To be clear, I’m just one part of this. It was absolutely a team effort. The whole team contributed written gags, and then Matt added more with his performance, and then the art team added in visual gags, many of which weren’t on the script at all. It’s the best possible example of a team really firing on all cylinders and wanting to give absolutely everything to make this just right. It’s something that I’m blessed to regularly have in my tabletop RPG work, and I love it when my weird little ideas turn out to have an audience (like a certain game about dogs in armor have shown).
But that’s not all I have to talk about!
News Roundup
I mentioned Onyx Path Con in passing up above there. It was a great time! And because it was an online convention, all the panels are being posted on YouTube for everyone to see. There’s a convenient link to all the panels here. If you’re just focused on getting Eddy content — and since this is my newsletter, that’s a reasonable assumption — I was on Opening Ceremonies, the Realms of Pugmire panel, What’s Up with Onyx Path?, the Storypath Q&A, and the Pathcast Live.
The Steam Summer Sale is going on. I bet you didn’t know I had something in that, did you? But it’s true: The Pugmire interactive novel, “Treasure of the Sea Dogs,” is 40% off right now!
Finally, one of my writing projects is also out in the wild! I wrote the rules section of the Trinity Continuum: Adventure! Jumpstart. The rest of the team did an amazing job making a fun, exciting adventure that really brings the core game to life.
My Media
I’m still working my way through Deep Space Nine (hey, it’s a long show!), and I’ve made it through close to a dozen of the Battletech novels I mentioned last month. But my vacation was mostly eaten up with Mega Man Battle Network.
For those who don’t know, MMBN was a series of six games (or ten, depending on how you count them) that game out primarily for the Game Boy Advance. It’s a kind of action RPG/deckbuilding that came out before a time when either of those things were really codified. A few months back all the games were released in two massive collections on Steam, so I treated myself to them.
First off, these games play amazingly well on the Steam Deck. Sure, they were designed to originally be games on a portable console, but that doesn’t always mean they end up being great ports. This one works really well, and was particularly easy on my battery, so I ended up spending hours playing them over my vacation. I ripped my way through the first game, and I’m about halfway through the second.
As a designer, I really respect the core gameplay loop. It never gets really stale. Sure, it suffers from the classic “invisible random encounters” that plagued older JRPGs, but because you get random cards… er, battle chips… every time, each fight is different. Sometimes you can blow everyone away with one well-timed shot, while other times you’re scrambling to stay alive long enough to draw the chip you need to swing the tide.

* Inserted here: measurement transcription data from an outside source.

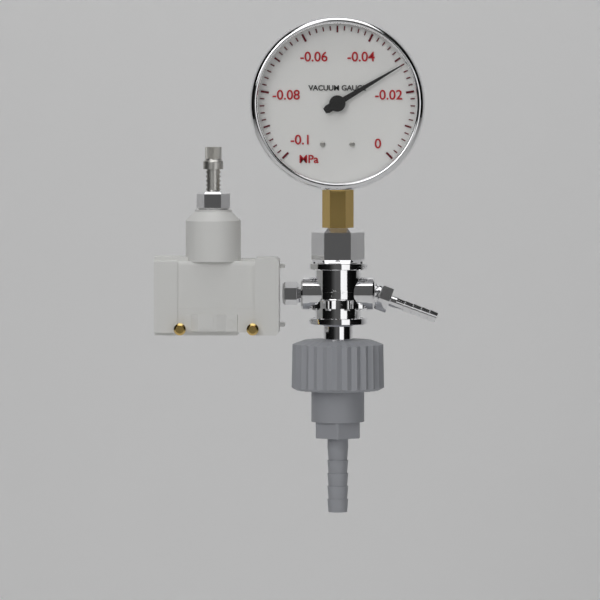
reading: -0.028 MPa
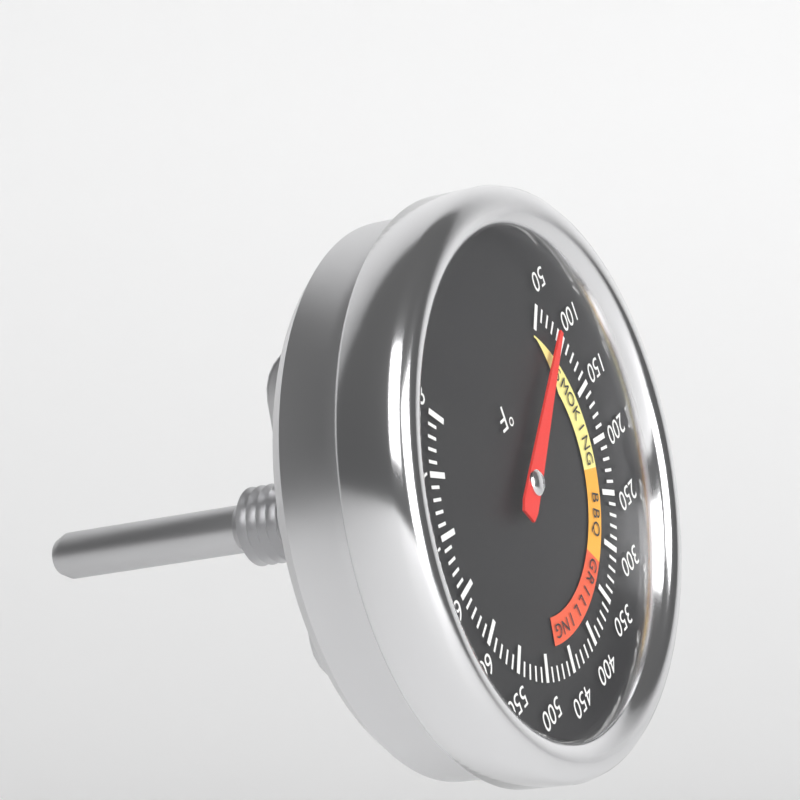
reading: 85 °F
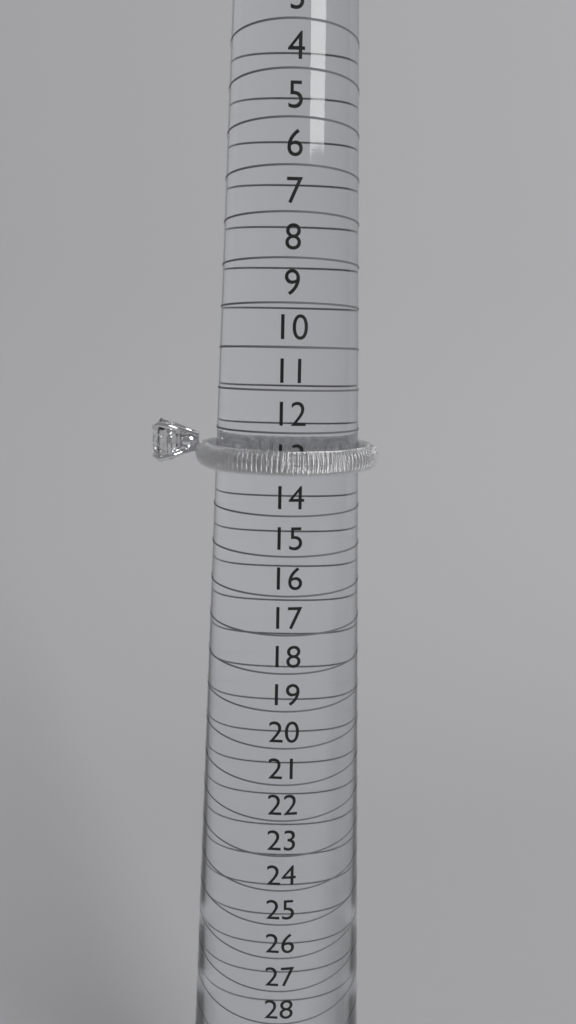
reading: 13 (no unit)
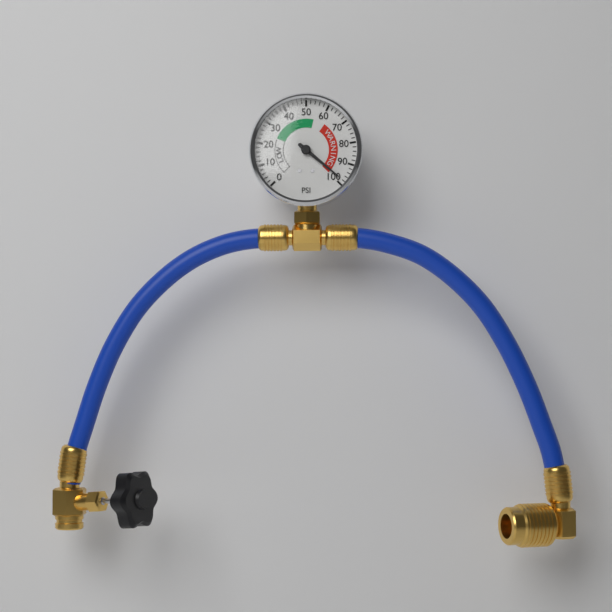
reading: 98 psi
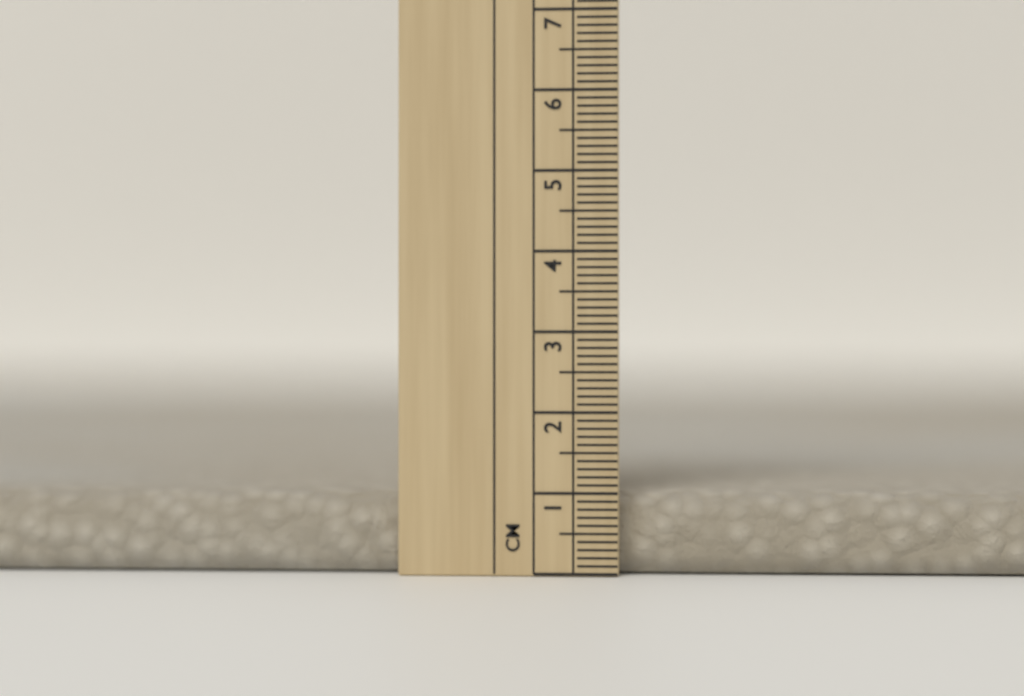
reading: 1.0 cm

On top of that, it’s a weird kid-friendly 90s cyberpunk setting, kind of? Basically, it’s a vague future where everything is networked together and overrun with viruses. You have a “Navi” which is your online avatar, and those Navis use the battle chips to defeat the viruses. Of course, only plucky middle school kids can save the world. On the one hand it’s a cute way to contextualize dungeon crawls in a sci-fi game, and on the other it’s a fascinating look at the decker/shadowrunner dynamic that many cyberpunk RPGs fail to get right.
Seriously, if you’re at all into retro JRPGs or deckbuilders, check these games out.
With that, I’m off to reorganize my battle chip folder again. See y’all next month!